We compared the top three Backend-as-a-Service platforms for Angular developers — Firebase, Supabase, and Appwrite — across SDK maturity, database models, and deployment flexibility. Firebase leads with AngularFire's deep integration, Supabase wins for relational data needs, and Appwrite shines for self-hosted projects.
If you're building an Angular app, you've probably stared at the mountain of boilerplate needed for auth, databases, file storage, and real-time sync. A Backend-as-a-Service (BaaS) can cut that down to a few SDK calls — but which one fits Angular best?
We looked at the three leading options: Firebase, Supabase, and Appwrite. Here's what we found.
Firebase has been around the longest, and its Angular story is its strongest card. The community-driven AngularFire library provides RxJS-observable bindings for Firestore, Authentication, and Cloud Functions, meaning you can pipe database changes straight into your Angular templates with async pipes.1
What makes it special for Angular: AngularFire isn't an afterthought — it's a first-class wrapper that maps Firebase's real-time updates to Angular's change detection. You get type-safe collections, automatic unsubscription, and a @angular/fire module that slots into your dependency injection tree like any other Angular service.
The trade-off: Firestore is a NoSQL document store. If your data model needs complex joins, relational integrity, or SQL queries, you'll be writing workarounds.
Supabase flips the script: instead of NoSQL, you get a full PostgreSQL database with real-time subscriptions bolted on.2 For Angular developers who are tired of denormalizing data, this is a breath of fresh air.
What makes it special for Angular: Supabase's JavaScript SDK works well with Angular's HttpClient and RxJS. You can write raw SQL or use their auto-generated REST and GraphQL APIs. The real-time layer uses PostgreSQL's replication slots, so you get live updates without a separate WebSocket server.
The trade-off: There's no official Angular-specific library like AngularFire. The community has built wrappers, but you're closer to the metal. If you're comfortable with observables and services, it's fine — just know you'll write more glue code.
Appwrite is the open-source option that you can run on your own infrastructure.3 It bundles auth, database, storage, and functions behind a unified REST API.
What makes it special for Angular: Appwrite's SDK is framework-agnostic, so it works with Angular out of the box. The real appeal is self-hosting: if you have compliance requirements, data sovereignty needs, or just want to avoid vendor lock-in, Appwrite gives you a full BaaS on your own server.
The trade-off: The SDK ecosystem is smaller. You won't find Angular-specific packages, and the community tooling is thinner than Firebase's. You'll also need to manage your own infrastructure.
| Feature | Firebase | Supabase | Appwrite |
|---|---|---|---|
| Database model | NoSQL (Firestore) | SQL (PostgreSQL) | NoSQL or SQL (MariaDB) |
| Angular SDK | AngularFire (official) | Community wrappers | Generic JS SDK |
| Real-time | Built-in | Built-in (via replication) | Built-in |
| Self-hostable | No (proprietary) | Yes (open-source) | Yes (open-source) |
| Auth providers | 10+ | 10+ | 10+ |
| File storage | Yes | Yes | Yes |
| Serverless functions | Yes | Yes (edge + serverless) | Yes |
You want the smoothest Angular experience. AngularFire is mature, well-documented, and handles the reactive wiring between Firestore and your components. If your data is document-shaped (user profiles, blog posts, chat messages) and you value development speed above all, Firebase is the default choice.
Your data needs relational integrity. If you're building something with orders, line items, users, and permissions that need to stay consistent, PostgreSQL's foreign keys and transactions will save you from a world of pain. The real-time layer is excellent, and you can self-host if needed.
You need to self-host and want a unified API. Appwrite is the most flexible option for teams that can't put their data on third-party infrastructure. The trade-off is a smaller community and less Angular-specific tooling.
For most Angular developers, Firebase with AngularFire is the pragmatic choice. The SDK integration alone saves days of boilerplate. But if relational data or self-hosting matters more to you, Supabase and Appwrite are strong alternatives — just be ready to write a bit more Angular plumbing yourself.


§ **EXERCISE OBJECTIVE**:
Keep only the lines of the data below that contain "color", and copy them.

[Extracts from a graphics dataset]
^^^^^^^^

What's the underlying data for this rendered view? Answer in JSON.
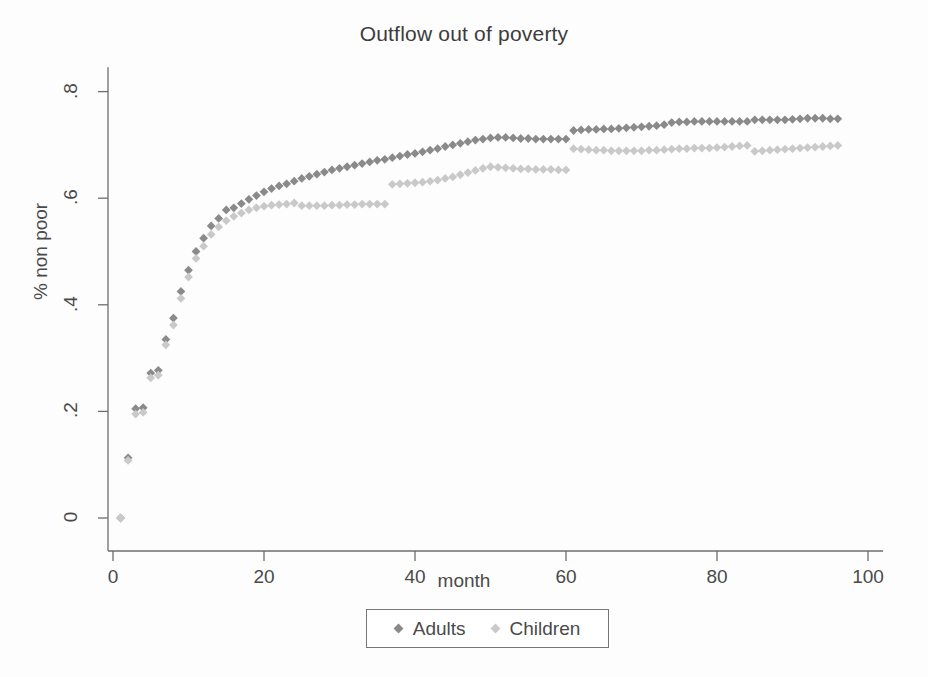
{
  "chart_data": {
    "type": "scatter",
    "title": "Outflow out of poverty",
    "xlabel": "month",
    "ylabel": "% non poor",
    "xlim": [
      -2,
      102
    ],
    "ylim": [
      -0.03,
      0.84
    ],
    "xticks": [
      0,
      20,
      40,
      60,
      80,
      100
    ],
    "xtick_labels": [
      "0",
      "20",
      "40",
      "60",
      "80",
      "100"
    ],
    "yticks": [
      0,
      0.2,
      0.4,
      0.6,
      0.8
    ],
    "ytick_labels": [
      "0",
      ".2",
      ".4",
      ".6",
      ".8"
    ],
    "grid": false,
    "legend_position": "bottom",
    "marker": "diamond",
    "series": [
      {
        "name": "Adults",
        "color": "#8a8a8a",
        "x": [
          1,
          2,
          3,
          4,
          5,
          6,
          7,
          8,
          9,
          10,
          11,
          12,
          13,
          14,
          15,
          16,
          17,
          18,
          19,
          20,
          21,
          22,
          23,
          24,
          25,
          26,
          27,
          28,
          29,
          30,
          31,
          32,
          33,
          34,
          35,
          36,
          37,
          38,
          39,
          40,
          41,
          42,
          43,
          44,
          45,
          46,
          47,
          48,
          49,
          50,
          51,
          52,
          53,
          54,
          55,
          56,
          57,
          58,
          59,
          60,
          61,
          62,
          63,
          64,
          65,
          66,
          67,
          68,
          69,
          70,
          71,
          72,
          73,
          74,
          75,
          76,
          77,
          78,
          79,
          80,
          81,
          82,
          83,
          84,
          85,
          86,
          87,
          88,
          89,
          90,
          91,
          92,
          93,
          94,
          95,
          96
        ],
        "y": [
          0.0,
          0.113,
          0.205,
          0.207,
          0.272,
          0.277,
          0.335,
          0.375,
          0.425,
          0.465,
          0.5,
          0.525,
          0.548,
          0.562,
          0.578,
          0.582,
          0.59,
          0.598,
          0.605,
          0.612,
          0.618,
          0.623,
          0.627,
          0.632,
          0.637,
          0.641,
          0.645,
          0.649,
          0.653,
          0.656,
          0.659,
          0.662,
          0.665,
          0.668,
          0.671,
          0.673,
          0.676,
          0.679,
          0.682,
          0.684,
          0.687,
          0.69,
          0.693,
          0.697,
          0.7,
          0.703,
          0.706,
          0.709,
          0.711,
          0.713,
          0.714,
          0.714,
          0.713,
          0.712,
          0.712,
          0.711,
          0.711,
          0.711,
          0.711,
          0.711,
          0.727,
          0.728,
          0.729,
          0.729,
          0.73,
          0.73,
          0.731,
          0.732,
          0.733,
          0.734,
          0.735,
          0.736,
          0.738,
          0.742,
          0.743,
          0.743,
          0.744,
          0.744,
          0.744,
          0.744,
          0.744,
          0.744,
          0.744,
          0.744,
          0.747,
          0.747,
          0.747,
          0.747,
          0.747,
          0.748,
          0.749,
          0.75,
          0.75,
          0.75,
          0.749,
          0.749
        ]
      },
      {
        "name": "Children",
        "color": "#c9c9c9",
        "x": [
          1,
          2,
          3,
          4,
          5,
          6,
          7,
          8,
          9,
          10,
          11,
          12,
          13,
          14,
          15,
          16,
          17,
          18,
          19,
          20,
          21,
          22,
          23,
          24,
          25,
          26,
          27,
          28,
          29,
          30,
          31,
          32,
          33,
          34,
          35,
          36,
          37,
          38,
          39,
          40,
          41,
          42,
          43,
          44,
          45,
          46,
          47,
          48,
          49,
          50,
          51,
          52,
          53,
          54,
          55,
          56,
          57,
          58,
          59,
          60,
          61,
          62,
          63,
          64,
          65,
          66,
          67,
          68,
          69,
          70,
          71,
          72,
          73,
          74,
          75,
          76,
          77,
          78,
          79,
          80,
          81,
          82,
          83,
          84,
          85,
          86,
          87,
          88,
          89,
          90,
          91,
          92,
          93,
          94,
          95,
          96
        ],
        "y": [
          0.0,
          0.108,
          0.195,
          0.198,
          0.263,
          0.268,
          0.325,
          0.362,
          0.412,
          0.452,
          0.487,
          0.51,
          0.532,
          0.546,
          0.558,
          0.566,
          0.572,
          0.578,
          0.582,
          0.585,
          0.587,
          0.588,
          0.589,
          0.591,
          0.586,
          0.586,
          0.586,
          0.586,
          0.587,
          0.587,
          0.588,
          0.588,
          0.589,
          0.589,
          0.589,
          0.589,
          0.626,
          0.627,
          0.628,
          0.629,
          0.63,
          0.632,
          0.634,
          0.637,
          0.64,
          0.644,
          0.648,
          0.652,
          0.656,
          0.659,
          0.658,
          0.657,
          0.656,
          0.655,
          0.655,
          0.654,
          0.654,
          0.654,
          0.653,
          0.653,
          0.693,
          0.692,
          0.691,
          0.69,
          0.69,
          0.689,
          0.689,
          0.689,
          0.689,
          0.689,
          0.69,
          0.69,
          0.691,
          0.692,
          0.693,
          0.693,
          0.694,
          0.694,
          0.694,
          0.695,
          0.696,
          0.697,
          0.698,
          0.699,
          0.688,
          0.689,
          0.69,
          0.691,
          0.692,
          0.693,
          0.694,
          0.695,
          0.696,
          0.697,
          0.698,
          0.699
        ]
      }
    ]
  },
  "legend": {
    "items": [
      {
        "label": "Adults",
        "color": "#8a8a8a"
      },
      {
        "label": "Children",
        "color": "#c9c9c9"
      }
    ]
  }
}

^^^^^^^^

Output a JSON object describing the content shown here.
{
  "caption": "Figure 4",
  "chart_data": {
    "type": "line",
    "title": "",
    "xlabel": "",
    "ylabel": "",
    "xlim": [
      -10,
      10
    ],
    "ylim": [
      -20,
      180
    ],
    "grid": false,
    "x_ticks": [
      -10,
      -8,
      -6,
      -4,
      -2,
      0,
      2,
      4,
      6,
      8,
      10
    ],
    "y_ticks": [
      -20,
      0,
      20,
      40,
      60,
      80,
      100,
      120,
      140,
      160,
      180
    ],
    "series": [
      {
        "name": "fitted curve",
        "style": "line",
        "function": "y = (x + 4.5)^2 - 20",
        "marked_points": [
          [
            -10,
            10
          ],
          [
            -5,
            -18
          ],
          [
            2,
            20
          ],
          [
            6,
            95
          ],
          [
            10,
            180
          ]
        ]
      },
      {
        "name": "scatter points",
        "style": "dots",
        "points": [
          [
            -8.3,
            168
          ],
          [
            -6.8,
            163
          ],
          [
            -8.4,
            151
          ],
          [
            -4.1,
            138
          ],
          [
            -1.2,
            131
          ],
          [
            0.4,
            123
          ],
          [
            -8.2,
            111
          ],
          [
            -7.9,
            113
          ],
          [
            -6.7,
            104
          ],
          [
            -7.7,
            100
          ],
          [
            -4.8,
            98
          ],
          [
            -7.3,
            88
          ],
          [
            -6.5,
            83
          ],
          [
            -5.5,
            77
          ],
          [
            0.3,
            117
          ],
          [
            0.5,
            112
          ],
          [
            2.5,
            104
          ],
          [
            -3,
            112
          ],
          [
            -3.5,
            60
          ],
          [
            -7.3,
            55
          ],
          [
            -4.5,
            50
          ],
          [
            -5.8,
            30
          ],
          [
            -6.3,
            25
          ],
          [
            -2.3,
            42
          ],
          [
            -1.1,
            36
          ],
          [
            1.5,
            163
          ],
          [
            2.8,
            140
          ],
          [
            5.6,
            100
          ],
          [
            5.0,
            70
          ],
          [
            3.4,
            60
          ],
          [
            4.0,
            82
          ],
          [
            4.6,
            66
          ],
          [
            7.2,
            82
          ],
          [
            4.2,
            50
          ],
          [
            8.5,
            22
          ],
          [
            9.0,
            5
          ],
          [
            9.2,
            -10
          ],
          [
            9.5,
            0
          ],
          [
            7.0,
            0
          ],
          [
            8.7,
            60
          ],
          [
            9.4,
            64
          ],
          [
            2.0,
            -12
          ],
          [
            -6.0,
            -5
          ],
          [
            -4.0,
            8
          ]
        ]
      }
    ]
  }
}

^^^^^^^^

§ **EXERCISE RESULT**:
        "color": "#8a8a8a",
        "color": "#c9c9c9",
        "color": "#8a8a8a"
        "color": "#c9c9c9"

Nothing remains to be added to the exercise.